Diabolu Frank said...

5. Besides being unpalatable in general, Batman as the supposed world's greatest fighter makes no contextual sense. My argument for Captain America being able to beat Batman is that it's a super-soldier versus a super-cop. Batman at his heart is a permitted vigilante who goes after scrawny lunatics in one city. Poison Ivy and Catwoman are femme fatales. The Penguin and Two-Face are deformed gangsters. The Riddler is a robber. The Joker and Scarecrow are criminal sociopaths. Aside from Ra's al Ghul, Batman is a detective with gadgets who deals with fantastic representations of common crime. The Caped Crusader has also spent way to many decades struggling with mundane hoodlums across thousands of stories. Besides, Lady Shiva, Bronze Tiger, Richard Dragon, Cassandra Caine, and others are established as superior combatants in Batman comics, so c'mon.

6. For shame, Shag. The #114 frontpiece was by Pat Broderick.
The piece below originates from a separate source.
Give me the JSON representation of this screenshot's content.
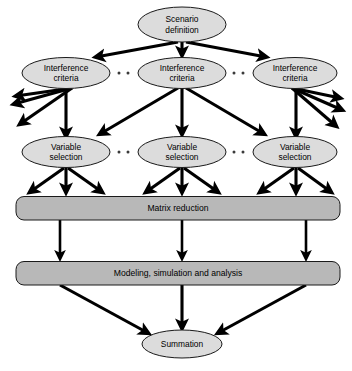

7. Objectively, the Bob Haney story is no better than the Gerry Conway one. It's brimming with nonsense, and all that time spent on planes and ships bored me. However, it's drawn by Jim Aparo, which makes all the difference in the world. Deep sea diving with a 15 ft. cape? Why wouldn't you if Aparo's on board.

You know, if Batman and Aquaman would just have openly communicated with one another, 75% of the story's conflict would have been immediately resolved. The double dolphin phone is metaphoric in its ergonomic hostility. That said, I could have done without the four page of stupid, stupid, stupid exposition. Why didn't Badistan just build a giant robot to rob a liquor store? It would have made as much sense but been more visually arresting.

Regardless of there being more plot holes than the nets on view, Aquaman siccing a giant attack squid on mobsters takes my money.

8. I skipped the Haney Teen Titans story because Nick Cardy is not Jim Aparo and Garth would rather go cry somewhere.

Rob skipped that weird segment where Aquaman discusses the settings of various TBTB team-ups. Broderick returns for the Atom pic!

Bob Haney returns for the Green Arrow & Martian Manhunter team-up. The reprint here is actually a "TV edit," in that it deletes a sequence from the original story, then bridges it with new replacement material, which I discuss here. The sequence was restored in The Brave and the Bold Annual #1 (2001). Podcast listener and comics artist Thom Zahler did a commission for me of the story's villain, Vulkor the Capsule Master.

9. A perfect stinger. It covers Batfleck, the copious bleeped f-bombs this episode, and Michael Bailey as the other woman!